Estimating an effective dose for a new drug to treat Ebola with incomplete information: the case of Zmapp
Matthias Machacek (1), Larry Zeitlin (2), Steven Kern (3), Peter Lloyd (4)
(1) LYO-X GmbH, (2) Mapp Biopharmaceutical, (3) Bill & Melinda Gates Foundation, (4) KinDyn Consulting
ZMapp is an experimental drug for the treatment of Ebola virus disease (EVD) and is currently being tested in patients in a phase II study. ZMapp is a cocktail of three IgG1 monoclonal antibodies (mAbs) that are specific to different sites of the viral surface glycoprotein (GP). The currently tested clinical dose regimen is 50 mg/kg given three times at an interval of three days. The acute clinical need and the limited stocks of drug material necessitated an effort to better understand the dose response to see if lower doses with an equivalent clinical outcome would be feasible.
The available data were from studies investigating 50 or 25 mg/kg ZMapp in an EVD model in rhesus monkeys (NHP). ZMapp was administered intravenously twice or three times at a three-day interval. There was no clear difference in the survival rate between the 50 or 25 mg/kg dose levels or between the two or three administrations. Thus the data were not sufficient to identify the minimal effective dose.
In the absence of any PD data that could inform the dose selection, PK considerations were used to rationalize a dose selection. From a rat GLP toxicology study in non-infected animals a population PK model was built and scaled to humans using established allometric scaling parameters for mAbs. PK simulations of different scenarios showed that the 3x50 mg/kg dosing led to a consecutive increase in cmax at each of the administration. In a successful therapy the viral load will have an inverse trend with the highest load at the first dose. Thus accumulation of drug would be unnecessary. An alternative dose regimen was proposed with 50 mg/kg at day one and 25 mg/kg at days four and seven. The alternative dose regimen had the advantage of maintaining a comparable exposure over the 14 days period, critical for the survival of the animals, while saving 1/3 of the drug material meaning that 30% more patients could be treated.

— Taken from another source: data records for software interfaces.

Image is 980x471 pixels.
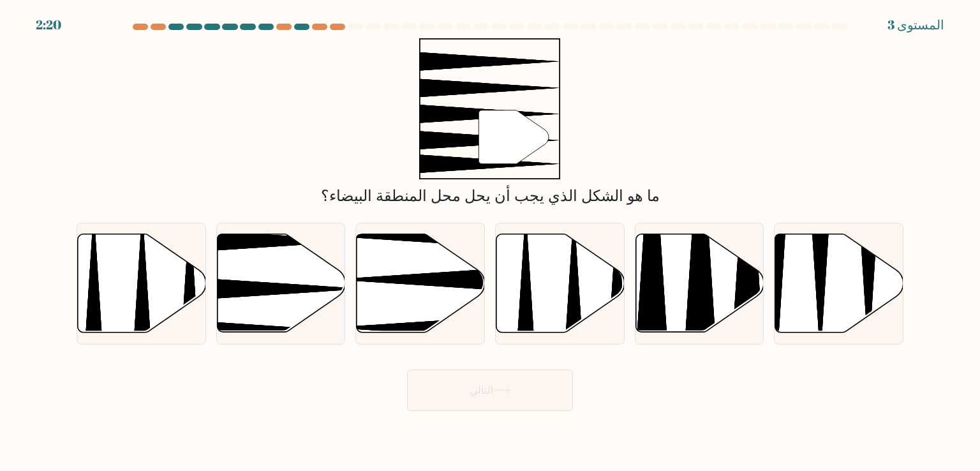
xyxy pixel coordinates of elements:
font: المستوى 3 [887,16,945,33]
button: التالي [407,370,573,411]
g: " [479,110,550,164]
div: 2:20 [35,16,62,35]
font: التالي [470,383,493,398]
font: ما هو الشكل الذي يجب أن يحل محل المنطقة البيضاء؟ [321,185,660,206]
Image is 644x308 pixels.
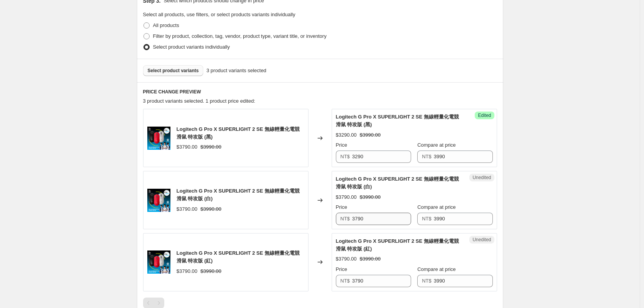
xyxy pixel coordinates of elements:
span: Compare at price [418,142,456,148]
span: Select product variants individually [153,44,230,50]
img: SLR2SE_80x.jpg [147,251,170,274]
h6: PRICE CHANGE PREVIEW [143,89,497,95]
strike: $3990.00 [200,143,222,151]
strike: $3990.00 [360,193,380,201]
span: Logitech G Pro X SUPERLIGHT 2 SE 無線輕量化電競滑鼠 特攻版 (白) [336,176,459,189]
div: $3790.00 [336,193,357,201]
strike: $3990.00 [360,255,380,263]
strike: $3990.00 [360,131,380,139]
span: Logitech G Pro X SUPERLIGHT 2 SE 無線輕量化電競滑鼠 特攻版 (紅) [177,250,300,264]
span: Price [336,266,348,272]
span: Logitech G Pro X SUPERLIGHT 2 SE 無線輕量化電競滑鼠 特攻版 (白) [177,188,300,202]
span: All products [153,22,180,28]
strike: $3990.00 [200,205,222,213]
span: NT$ [422,216,432,222]
span: Unedited [473,236,491,242]
img: SLR2SE_80x.jpg [147,189,170,212]
span: Edited [478,112,491,119]
span: Logitech G Pro X SUPERLIGHT 2 SE 無線輕量化電競滑鼠 特攻版 (黑) [336,114,459,127]
span: NT$ [341,216,350,222]
span: NT$ [341,153,350,159]
div: $3790.00 [177,143,198,151]
span: NT$ [422,278,432,283]
span: Price [336,204,348,210]
div: $3790.00 [336,255,357,263]
span: Compare at price [418,204,456,210]
span: NT$ [341,278,350,283]
span: Logitech G Pro X SUPERLIGHT 2 SE 無線輕量化電競滑鼠 特攻版 (紅) [336,238,459,252]
img: SLR2SE_80x.jpg [147,127,170,150]
span: Price [336,142,348,148]
span: Compare at price [418,266,456,272]
span: NT$ [422,153,432,159]
div: $3290.00 [336,131,357,139]
span: Logitech G Pro X SUPERLIGHT 2 SE 無線輕量化電競滑鼠 特攻版 (黑) [177,126,300,140]
span: Select all products, use filters, or select products variants individually [143,11,295,17]
span: Unedited [473,174,491,181]
span: Filter by product, collection, tag, vendor, product type, variant title, or inventory [153,33,327,39]
span: 3 product variants selected. 1 product price edited: [143,98,255,104]
span: Select product variants [148,68,199,74]
div: $3790.00 [177,205,198,213]
button: Select product variants [143,65,204,76]
span: 3 product variants selected [206,67,266,74]
strike: $3990.00 [200,268,222,275]
div: $3790.00 [177,268,198,275]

The ongoing study in patients with EBV will provide the PK of ZMapp in infected humans validating the scaling and provide the data if ZMapp PK is altered through binding to the virus. In addition, a new NHP study was proposed to investigate doses of 1 or 10 mg/kg given once or thee times at days one or days one, four and seven to identify a minimal effective dosing that can help to support a lowering of the second and third dose in patients from 50 to 25 mg/kg.